A Professor of Health Economics at the University of Ghana, Justice Nonvignon, has called for an urgent overhaul of the current global donor financing scheme to ensure equitable and sustainable development in Africa.
Prof Nonvignon said while development assistance played a vital role in supporting health delivery, improving health outcomes, and overall development, its current structure jeopardised African economies, including Ghana.
“The current architecture of development assistance for health perpetuates inequities and deviates from its supposed role as a global saviour. This is not optimal,” he said.
The first professor of Health Economics at the University of Ghana said this at his inaugural lecture in Accra on the topic: “The Pursuit of Health Amidst Scarcity: Economics, Health, and the Romance In-Between”.
Referencing the COVID-19 pandemic, he said the early stage of the vaccines, saw high-income countries pre-ordered doses, “only to doll them out to lower and middle-income countries in tots, and unfortunately, many of them came close to expiry”.
He, therefore, called for a review of the current global donor support system, adding that: “The multilateral financing system too needs an overhaul. It motivates countries to prioritise payments over critical social services like health.”
Prof Nonvignon attributed the reliance of African governments on donor support in health to low prioritisation of health expenditure, high debt and the burden of interest payments.
He said an average of 22 per cent of health expenditure in many African countries were donor-funded, compared with seven per cent in South East Asia and two per cent in the Americas.
Between 2019 and 2021, developing countries spent some 40.8 per cent of their public expenditure on health, 41.1 per cent on investment, and 60.4 per cent on interest payment, UN Global Crisis Response Group 2023 data showed.
Again, some 3.3 billion people live in nations where interest payments surpass investments in education and health.
“For instance, in Sudan, 64 per cent of all health spending is from donors, and in Zimbabwe, it’s 56 per cent. This heavy reliance on development assistance often results in health priorities that are shaped, rather than our national governments,” the Health Economist said.
“This mounting debt burden jeopardises prosperity for both humanity and the planet,” he said and urged African policymakers and governments to prioritise health investments.
Despite signing the 2001 Abuja Declaration to commit about 15 per cent of its annual budget to health, the observation is that not more than three countries in Africa have achieved that target.
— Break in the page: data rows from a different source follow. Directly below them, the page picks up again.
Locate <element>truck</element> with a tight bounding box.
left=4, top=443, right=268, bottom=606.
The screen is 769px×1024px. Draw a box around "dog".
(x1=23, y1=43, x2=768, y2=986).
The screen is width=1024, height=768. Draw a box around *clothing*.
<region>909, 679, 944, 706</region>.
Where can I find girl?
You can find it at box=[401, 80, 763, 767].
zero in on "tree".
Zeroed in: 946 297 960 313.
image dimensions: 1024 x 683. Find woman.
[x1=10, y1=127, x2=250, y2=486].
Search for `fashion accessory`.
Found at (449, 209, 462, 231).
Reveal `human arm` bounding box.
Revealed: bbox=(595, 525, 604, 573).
“The average domestic government spending in Sub-Saharan Africa is $74, and in some countries, it is as low as $16. This compares sharply with countries in Latin America and the Caribbean, who are spending $594 on health,” Prof Nonvignon said.
He said that the active working population in the productive sector was key to economic growth, and asked, “How can the population work when they are not healthy”?
“Global financing institutions are critical in supporting health delivery in Africa, but they will not solve all of Africa’s health problems. Africa must take more responsibility in driving and financing solutions to its problems,” he stated.